Easy, Low-Cost HDD Desktop Upgrade
Hybrid hard drives provide a great way to breathe new life into and upgrade a desktop gaming system.
• Cost-effective way to add capacity while improving performance
• Easy DIY upgrade solutions available.
*As measured by PCMark Vantage storage benchmarking software.
Product reviews...
If you want a spreadsheet of figures about read/write times, latency, spin-up/-down delays, etc... go check out an uber-geekery site. What I wanted to focus on was one key question: "What does it do for me, in simple terms?" The short answer is, it made my system faster and more responsive than it has ever been, and I know it could make the system even better if I were to use this as my boot drive.

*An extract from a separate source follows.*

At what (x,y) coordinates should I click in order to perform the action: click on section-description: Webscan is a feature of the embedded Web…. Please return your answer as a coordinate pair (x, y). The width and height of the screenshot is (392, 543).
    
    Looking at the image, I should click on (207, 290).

So... what is an SSHD Hybrid Drive, really? To make it clear, an SSHD is NOT a "Solid State Drive" - it's a hybrid... a regular 7200rpm HDD but with a huge 8GB SSD RAM buffer on it that holds regularly-accessed files. Big files, or files accessed infrequently, go to the HDD. The intelligent memory manager adapts to your usage profile, making sure that files you access regularly are kept in the best place - the SSD "ram buffer". Old-school computing nuts like me would recognise this technology as an integrated RAM 'Virtual Disc' - something I made excellent use of with my old Amiga 4000 machine when I was running a BBS. Because nothing says "insomnia" like a hard-drive whirring away all night next to your bed.
I see it kinda like this... Imagine a big tank of water, on top of which is a layer of thick syrup. Files are like rubber balls - they will sink, but they sink slowly through the syrup... so if you are reading and writing them regularly, they usually stay near the top, where you can find them, and grab them, quickly. But if you don't touch a ball for a while, it eventually falls through the syrup and sinks into it's little cubby in the main water tank, to be dug up when you need it later. If the ball is too big, it won't float in the syrup, and falls straight through into the main compartment.

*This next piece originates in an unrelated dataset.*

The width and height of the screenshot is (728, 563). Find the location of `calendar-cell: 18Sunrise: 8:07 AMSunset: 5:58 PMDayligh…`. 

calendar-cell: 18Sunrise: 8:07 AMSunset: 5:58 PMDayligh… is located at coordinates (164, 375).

So... if you used one as your boot drive, it would probably hold things like your swapfile in the SSD component. In my case, I am using it as my main Photoshop cache drive, so all of Photoshop's temp files get held in the fast RAM. I have already clocked a 25-28% speed boost when working with 'big' ( <500mb) files, and an 18% speed boost when working with even larger ( >2gb) files. While I also thought it may work well as my video editing cache too, it didn't offer a significant performance boost, probably because the cache was being hogged by Photoshop files, as I have set that as the "top priority" amongst the Adobe app cluster.
Overall, I love this drive! I had a couple of older model drives in the box, each partitioned into two working drives for a total of four 'drive letters' and the power drain was such that at any given moment one of the drives would shut down, then need to be accessed and power up with a scary clicking noise while the other drive lost power and shut down. Replacing both of those 1TB drives with this 4TB drive gave me more space, halved the power consumption, and stopped the scary "death-watch beetle' noises. For the price, there's nothing I would rather have in the box short of a 4TB SSD... but since they are neither on the market nor likely to be even close to the same price bracket, I'll chhose this drive hands-down any day!